Profile Image for Kym.
741 reviews1 follower
January 15, 2026
I hadn’t yet been introduced to the work of Canadian poet Karen Solie, so I was especially pleased to receive an advance copy of Wellwater, Solie’s newest poetry collection, due to be published in the US in early May 2026.

Karen Solie writes powerful, lyrical poems about environmental, cultural, and economic issues and how they influence . . . where we live, how we live. Not to be read quickly, her collection is meaty and requires a level of immersion and attention for full impact. I was especially taken with The Grasslands. In fact, I will look forward to purchasing my own copy of this collection when it comes out in May just to have that particular poem in my personal library.

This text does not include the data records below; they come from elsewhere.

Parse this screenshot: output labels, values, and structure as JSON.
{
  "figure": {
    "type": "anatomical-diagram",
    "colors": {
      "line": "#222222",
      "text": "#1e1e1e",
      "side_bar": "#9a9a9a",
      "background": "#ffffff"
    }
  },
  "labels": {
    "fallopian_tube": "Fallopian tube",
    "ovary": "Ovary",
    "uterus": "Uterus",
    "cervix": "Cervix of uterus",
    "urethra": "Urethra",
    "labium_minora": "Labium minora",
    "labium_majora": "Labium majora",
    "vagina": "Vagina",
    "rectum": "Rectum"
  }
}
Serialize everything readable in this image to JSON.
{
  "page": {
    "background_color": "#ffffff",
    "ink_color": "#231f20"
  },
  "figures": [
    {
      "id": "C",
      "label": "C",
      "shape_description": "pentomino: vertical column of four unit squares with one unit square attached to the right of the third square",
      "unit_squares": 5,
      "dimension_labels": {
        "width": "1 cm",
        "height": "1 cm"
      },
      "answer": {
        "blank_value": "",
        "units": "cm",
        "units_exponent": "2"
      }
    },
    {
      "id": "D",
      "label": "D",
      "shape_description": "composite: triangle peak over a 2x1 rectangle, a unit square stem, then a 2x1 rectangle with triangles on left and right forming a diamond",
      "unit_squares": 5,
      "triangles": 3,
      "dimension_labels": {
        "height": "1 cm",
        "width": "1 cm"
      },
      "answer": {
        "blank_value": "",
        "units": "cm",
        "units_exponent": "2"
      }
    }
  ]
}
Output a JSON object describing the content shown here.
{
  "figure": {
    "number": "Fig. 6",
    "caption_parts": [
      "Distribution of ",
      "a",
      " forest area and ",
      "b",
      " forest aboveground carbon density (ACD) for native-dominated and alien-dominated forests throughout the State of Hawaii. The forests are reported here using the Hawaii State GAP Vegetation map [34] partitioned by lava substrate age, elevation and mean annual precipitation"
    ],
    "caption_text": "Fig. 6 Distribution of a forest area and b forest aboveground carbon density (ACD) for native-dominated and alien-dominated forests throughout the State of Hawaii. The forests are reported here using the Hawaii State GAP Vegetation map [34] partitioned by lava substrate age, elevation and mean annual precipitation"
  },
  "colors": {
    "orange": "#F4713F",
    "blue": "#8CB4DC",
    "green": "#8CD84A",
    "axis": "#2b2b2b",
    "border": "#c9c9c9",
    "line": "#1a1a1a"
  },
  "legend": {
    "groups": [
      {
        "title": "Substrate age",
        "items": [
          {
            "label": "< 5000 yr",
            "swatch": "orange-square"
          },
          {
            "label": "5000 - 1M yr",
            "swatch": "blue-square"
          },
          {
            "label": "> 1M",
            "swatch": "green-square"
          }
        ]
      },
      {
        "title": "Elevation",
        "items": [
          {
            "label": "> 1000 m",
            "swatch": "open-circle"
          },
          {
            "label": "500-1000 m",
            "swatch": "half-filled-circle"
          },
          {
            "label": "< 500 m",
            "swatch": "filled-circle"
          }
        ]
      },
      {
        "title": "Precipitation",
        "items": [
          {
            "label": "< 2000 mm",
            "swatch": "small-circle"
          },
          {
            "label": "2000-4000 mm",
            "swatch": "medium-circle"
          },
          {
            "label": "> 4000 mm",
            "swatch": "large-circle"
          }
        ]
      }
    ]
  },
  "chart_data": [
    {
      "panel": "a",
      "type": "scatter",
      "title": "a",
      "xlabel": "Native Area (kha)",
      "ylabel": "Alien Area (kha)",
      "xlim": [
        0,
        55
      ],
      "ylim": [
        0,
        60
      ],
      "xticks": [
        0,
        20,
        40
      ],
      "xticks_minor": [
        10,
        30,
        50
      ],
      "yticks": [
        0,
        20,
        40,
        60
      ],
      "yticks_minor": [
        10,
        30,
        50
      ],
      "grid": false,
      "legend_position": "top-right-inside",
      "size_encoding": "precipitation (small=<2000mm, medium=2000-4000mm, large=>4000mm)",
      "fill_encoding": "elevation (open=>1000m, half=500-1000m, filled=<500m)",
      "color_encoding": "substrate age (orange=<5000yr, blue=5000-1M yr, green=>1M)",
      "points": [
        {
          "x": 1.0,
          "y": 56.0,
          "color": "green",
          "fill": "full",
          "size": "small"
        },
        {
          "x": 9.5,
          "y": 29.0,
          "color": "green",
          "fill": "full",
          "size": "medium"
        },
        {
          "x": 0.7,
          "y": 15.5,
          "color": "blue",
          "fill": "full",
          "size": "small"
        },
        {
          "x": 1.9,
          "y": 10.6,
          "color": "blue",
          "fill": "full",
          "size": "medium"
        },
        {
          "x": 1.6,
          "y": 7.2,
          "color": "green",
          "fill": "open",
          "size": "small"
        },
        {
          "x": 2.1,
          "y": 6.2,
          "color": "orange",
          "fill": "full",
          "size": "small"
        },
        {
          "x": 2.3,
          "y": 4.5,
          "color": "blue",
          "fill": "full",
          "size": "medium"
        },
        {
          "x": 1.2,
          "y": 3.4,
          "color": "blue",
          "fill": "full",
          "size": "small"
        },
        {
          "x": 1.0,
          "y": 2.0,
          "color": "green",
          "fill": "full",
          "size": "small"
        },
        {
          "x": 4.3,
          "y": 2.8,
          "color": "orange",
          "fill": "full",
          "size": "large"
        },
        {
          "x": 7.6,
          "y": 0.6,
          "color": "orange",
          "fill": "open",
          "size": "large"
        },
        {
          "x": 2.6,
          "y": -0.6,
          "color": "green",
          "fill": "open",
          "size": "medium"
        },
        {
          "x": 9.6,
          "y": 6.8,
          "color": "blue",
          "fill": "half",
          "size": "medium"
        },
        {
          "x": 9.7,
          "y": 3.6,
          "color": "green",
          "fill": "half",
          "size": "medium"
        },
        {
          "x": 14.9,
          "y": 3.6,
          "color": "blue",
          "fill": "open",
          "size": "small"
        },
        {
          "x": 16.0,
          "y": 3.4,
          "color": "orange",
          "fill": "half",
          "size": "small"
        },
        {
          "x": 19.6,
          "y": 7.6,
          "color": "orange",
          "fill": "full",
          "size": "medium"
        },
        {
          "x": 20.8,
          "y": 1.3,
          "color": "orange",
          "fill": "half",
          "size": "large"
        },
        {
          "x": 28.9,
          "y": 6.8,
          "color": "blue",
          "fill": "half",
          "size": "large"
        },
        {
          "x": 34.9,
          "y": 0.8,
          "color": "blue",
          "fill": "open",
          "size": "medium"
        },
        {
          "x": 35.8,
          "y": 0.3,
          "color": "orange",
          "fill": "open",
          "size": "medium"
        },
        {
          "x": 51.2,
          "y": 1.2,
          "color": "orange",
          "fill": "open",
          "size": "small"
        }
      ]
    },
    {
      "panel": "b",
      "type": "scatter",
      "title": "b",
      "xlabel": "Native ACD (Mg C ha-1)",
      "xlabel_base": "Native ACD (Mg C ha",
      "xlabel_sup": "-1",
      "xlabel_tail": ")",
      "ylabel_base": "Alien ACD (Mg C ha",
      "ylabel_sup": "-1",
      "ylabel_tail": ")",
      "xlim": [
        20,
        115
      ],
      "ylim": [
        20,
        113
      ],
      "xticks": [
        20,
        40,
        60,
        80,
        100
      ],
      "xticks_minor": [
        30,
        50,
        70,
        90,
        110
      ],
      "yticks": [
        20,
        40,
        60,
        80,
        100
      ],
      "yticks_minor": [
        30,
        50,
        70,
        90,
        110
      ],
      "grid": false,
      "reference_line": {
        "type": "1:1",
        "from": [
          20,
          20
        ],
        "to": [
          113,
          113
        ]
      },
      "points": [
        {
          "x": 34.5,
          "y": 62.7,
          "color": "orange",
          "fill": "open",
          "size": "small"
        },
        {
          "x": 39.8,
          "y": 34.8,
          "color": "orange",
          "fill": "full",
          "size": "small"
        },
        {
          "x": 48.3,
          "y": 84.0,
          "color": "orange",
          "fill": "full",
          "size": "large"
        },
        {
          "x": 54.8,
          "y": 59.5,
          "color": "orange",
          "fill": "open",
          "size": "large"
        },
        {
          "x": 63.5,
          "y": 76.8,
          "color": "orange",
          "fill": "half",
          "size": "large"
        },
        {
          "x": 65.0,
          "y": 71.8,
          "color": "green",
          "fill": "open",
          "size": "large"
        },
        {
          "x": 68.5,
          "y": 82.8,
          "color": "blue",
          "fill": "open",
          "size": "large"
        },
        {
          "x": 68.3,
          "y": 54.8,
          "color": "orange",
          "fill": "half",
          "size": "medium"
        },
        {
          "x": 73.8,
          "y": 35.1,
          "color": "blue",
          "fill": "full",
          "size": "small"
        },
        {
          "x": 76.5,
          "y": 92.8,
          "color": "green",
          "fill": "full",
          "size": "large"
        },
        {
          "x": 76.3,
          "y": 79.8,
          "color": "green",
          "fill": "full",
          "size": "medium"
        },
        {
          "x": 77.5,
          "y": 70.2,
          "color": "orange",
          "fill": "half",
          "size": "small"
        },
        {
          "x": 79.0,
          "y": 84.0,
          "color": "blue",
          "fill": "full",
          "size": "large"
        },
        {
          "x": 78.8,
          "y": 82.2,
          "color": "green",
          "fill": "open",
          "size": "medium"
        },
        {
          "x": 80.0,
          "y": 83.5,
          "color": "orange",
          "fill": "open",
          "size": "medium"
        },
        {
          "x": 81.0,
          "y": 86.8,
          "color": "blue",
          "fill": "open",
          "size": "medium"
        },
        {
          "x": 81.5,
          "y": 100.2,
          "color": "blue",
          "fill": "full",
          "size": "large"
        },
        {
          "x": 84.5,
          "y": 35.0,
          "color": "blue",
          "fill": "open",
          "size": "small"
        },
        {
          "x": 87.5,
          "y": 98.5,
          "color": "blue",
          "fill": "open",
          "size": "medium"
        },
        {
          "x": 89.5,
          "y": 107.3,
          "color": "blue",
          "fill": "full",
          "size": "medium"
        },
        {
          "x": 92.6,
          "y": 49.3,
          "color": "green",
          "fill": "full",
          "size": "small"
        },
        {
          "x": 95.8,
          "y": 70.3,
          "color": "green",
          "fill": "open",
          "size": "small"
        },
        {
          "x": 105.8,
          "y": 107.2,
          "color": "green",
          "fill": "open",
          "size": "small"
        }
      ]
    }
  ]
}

Thank you to Farrar, Strauss and Giraux and to NetGalley for providing an advance copy of this book in exchange for my honest review. The collection will be published May 5, 2026.

4.5 stars, rounded to 5
Profile Image for Rhea Tregebov.
Author 31 books45 followers
September 27, 2025
An exceptional book by a highly talented writer. I've long admired Solie, but I think this is her best book yet. "That Which Was Learned in Youth is Almost Most Familiar" is a favourite; utterly charming and also profound. What a lovely read.
Profile Image for Fátima Chib.
41 reviews
November 22, 2025
Thank you so much to Netgalley and Farrar, Straus and Giroux fro sending me this book!
The poems in this collection are so clever, written in such a brilliant way that takes your breath away at the same time as hitting deeply into your core and soul, such a magnificent expirience!
407 reviews5 followers
January 4, 2026
Four and a half stars

For me, this collection started slowly and got better and better. I feel it will improve too on further reading.